Donald Trump has warned that sending him to prison could prove a “breaking point” for his supporters — remarks that will fuel concerns of political violence around the US presidential election on November 5.
Trump told “Fox and Friends Weekend” in a taped interview that aired Sunday, “I think it would be tough for the public to take. You know at a certain point, there’s a breaking point.” He did not expand on his thought of how the public might react.
Trump reflected on the conclusion of the first-ever criminal trial of an American president, saying, “It was a tough ending.
Even as he is the presumptive 2024 Republican presidential candidate in the November election against President Joe Biden, the Democrat who defeated him in the 2020 election, Trump faces the possibility of being placed on probation or sentenced up to four years in prison.
Trump attorney Will Scharf told “This Week” show, “I don’t think President Trump is going to end up being subject to any sentence whatsoever.” He said Trump’s legal team is willing to appeal the verdict “all the way up to the U.S. Supreme Court if necessary to vindicate President Trump’s rights.”
Trump’s sentencing is set for July 11, just days ahead of the start of the Republican National Convention where the party faithful plans to nominate him as the party’s standard bearer for the third straight election cycle.
Trump, 77, said that in “many ways” he thought the trial was “tougher on my family” than himself, lamenting the effect on his wife, former first lady Melania Trump, who did not, unlike three of his adult children, attend any of the court sessions. Some of the most pointed testimony focused on two women and their claims of sexual relations with Trump a decade before the 2016 election, liaisons he denied.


■ **EXERCISE DETAILS**
Would you tally how many lines in the records include the word "note"? Reply with the number only.

========================================

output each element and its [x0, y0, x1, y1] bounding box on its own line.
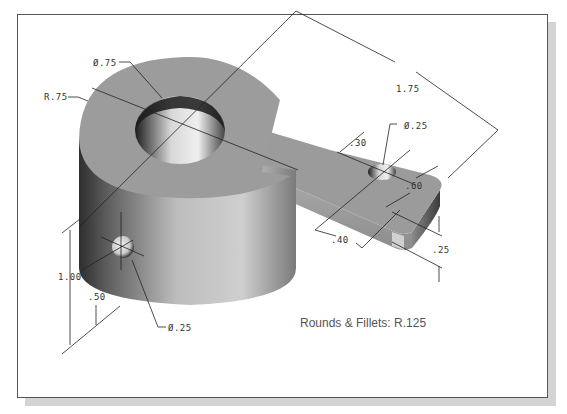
dim-outer-radius: R.75 — [44, 92, 68, 102]
dim-side-hole-height: .50 — [88, 292, 106, 302]
dim-arm-thickness: .25 — [432, 245, 450, 255]
cylinder-body — [79, 57, 296, 305]
dim-total-height: 1.00 — [58, 272, 82, 282]
dim-arm-length: 1.75 — [396, 84, 420, 94]
dim-bore-diameter: Ø.75 — [93, 58, 117, 68]
dim-small-hole-diameter: Ø.25 — [404, 121, 428, 131]
dim-small-hole-offset: .30 — [349, 138, 367, 148]
part-drawing: Ø.75 R.75 1.75 Ø.25 .30 .60 .40 .25 1.00… — [0, 0, 567, 414]
dim-arm-width: .60 — [405, 181, 423, 191]
rounds-fillets-note: Rounds & Fillets: R.125 — [300, 316, 426, 330]
dim-side-hole-diameter: Ø.25 — [168, 323, 192, 333]
dim-arm-offset: .40 — [331, 235, 349, 245]
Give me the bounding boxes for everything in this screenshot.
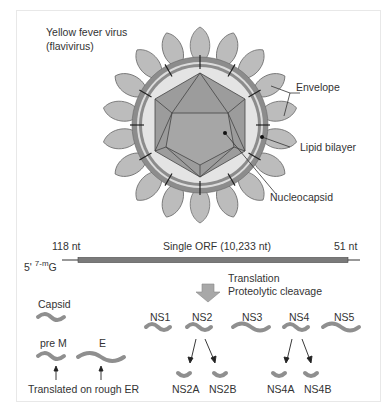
nucleocapsid-label: Nucleocapsid — [270, 191, 333, 203]
ns4-protein — [284, 324, 308, 330]
virion — [102, 27, 298, 223]
ns3-label: NS3 — [242, 311, 262, 323]
ns1-label: NS1 — [150, 311, 170, 323]
cap-base: G — [49, 261, 57, 273]
process-arrow — [196, 284, 220, 302]
ns5-protein — [323, 324, 359, 331]
ns2-label: NS2 — [192, 311, 212, 323]
e-label: E — [99, 337, 106, 349]
ns4-label: NS4 — [289, 311, 309, 323]
orf-label: Single ORF (10,233 nt) — [163, 240, 271, 252]
utr3-label: 51 nt — [334, 240, 357, 252]
title-line1: Yellow fever virus — [46, 26, 127, 38]
utr5-label: 118 nt — [52, 240, 80, 252]
genome-bar — [62, 258, 360, 263]
ns1-protein — [146, 324, 170, 330]
ns4b-label: NS4B — [304, 383, 331, 395]
ns5-label: NS5 — [334, 311, 354, 323]
prem-label: pre M — [40, 337, 67, 349]
ns4a-protein — [273, 373, 285, 376]
cap-methyl: 7-m — [35, 259, 49, 268]
process-line1: Translation — [228, 272, 280, 284]
ns2-protein — [187, 324, 211, 330]
ns4a-label: NS4A — [267, 383, 294, 395]
ns2a-label: NS2A — [172, 383, 199, 395]
ns2b-label: NS2B — [209, 383, 236, 395]
rough-er-note: Translated on rough ER — [28, 383, 139, 395]
e-protein — [78, 353, 124, 361]
ns2b-protein — [214, 373, 226, 376]
capsid-protein — [38, 314, 64, 320]
five-prime: 5' — [24, 261, 32, 273]
envelope-label: Envelope — [296, 81, 340, 93]
five-prime-cap: 5' 7-mG — [24, 258, 57, 273]
lipid-bilayer-label: Lipid bilayer — [300, 141, 356, 153]
proteins — [38, 314, 359, 376]
ns3-protein — [233, 324, 269, 331]
prem-protein — [38, 353, 64, 359]
process-line2: Proteolytic cleavage — [228, 285, 322, 297]
capsid-label: Capsid — [38, 298, 71, 310]
title-line2: (flavivirus) — [46, 40, 94, 52]
ns2a-protein — [178, 373, 190, 376]
ns4b-protein — [305, 373, 317, 376]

========================================

■ **SOLUTION TO THIS TASK**
2